Nutrition and chronic inflammatory rheumatic disease

Publication date: Available online 30 November 2016 Source:Joint Bone Spine Author(s): Luca Semerano, Chantal Julia, Ouidade Aitisha, Marie-Christophe Boissier Nutrition is a major environmental influence on human health. Epidemiological and interventional studies suggest a pathophysiological or therapeutic role, respectively, for nutrition in inflammatory rheumatic diseases (IRDs). Nevertheless, the associations between nutrition and IRDs are often weak and inconsistent, and the available clinical trials on nutrition are methodologically flawed. Experimental evidence is accumulating that micronutrients in the diet may influence intestinal and systemic immune responses via complex interactions involving the gut microbiota.

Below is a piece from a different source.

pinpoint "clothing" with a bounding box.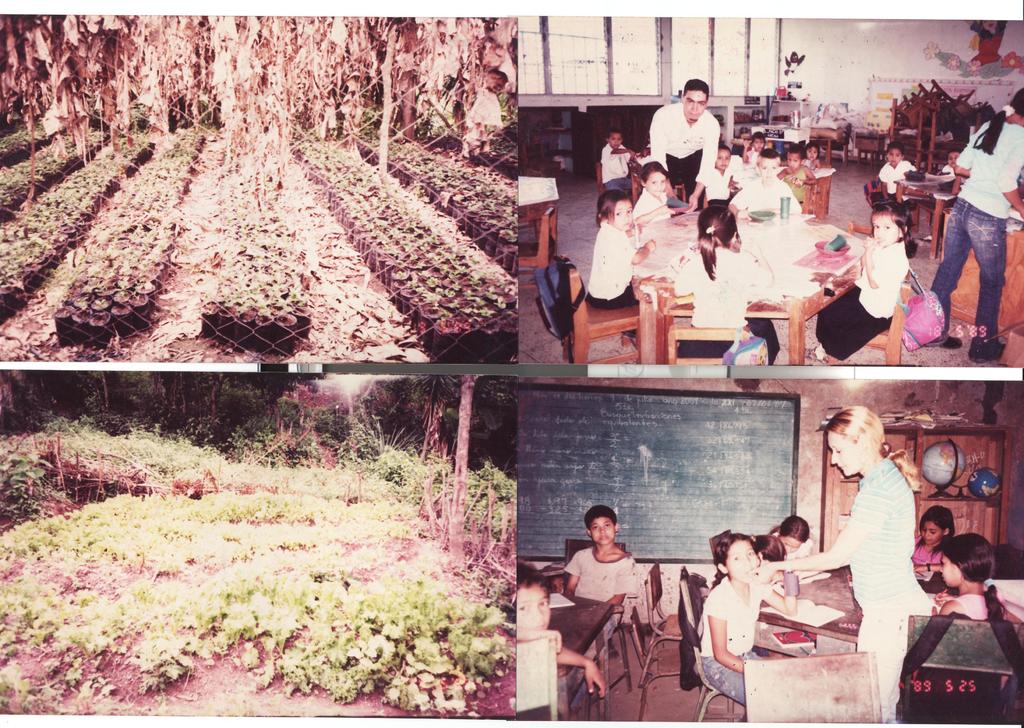
select_region(783, 167, 806, 210).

Micronutrients may, therefore, contribute to the pathogenesis of inflammatory diseases. No interventions targeting these interactions for diagnostic, prophylactic, or therapeutic purposes have been developed to date. Moreover, the relevance to human disease of experimental results obtained in animals or in vitro is unclear. Novel high-throughput technologies (-omics) may prove useful for a systems biology approach to these results that takes the complexity of the interactions into account. Concomitant cohort studies combining clinical and laboratory data collected over time may provide new impetus to research into the connections between nutrition and IRDs.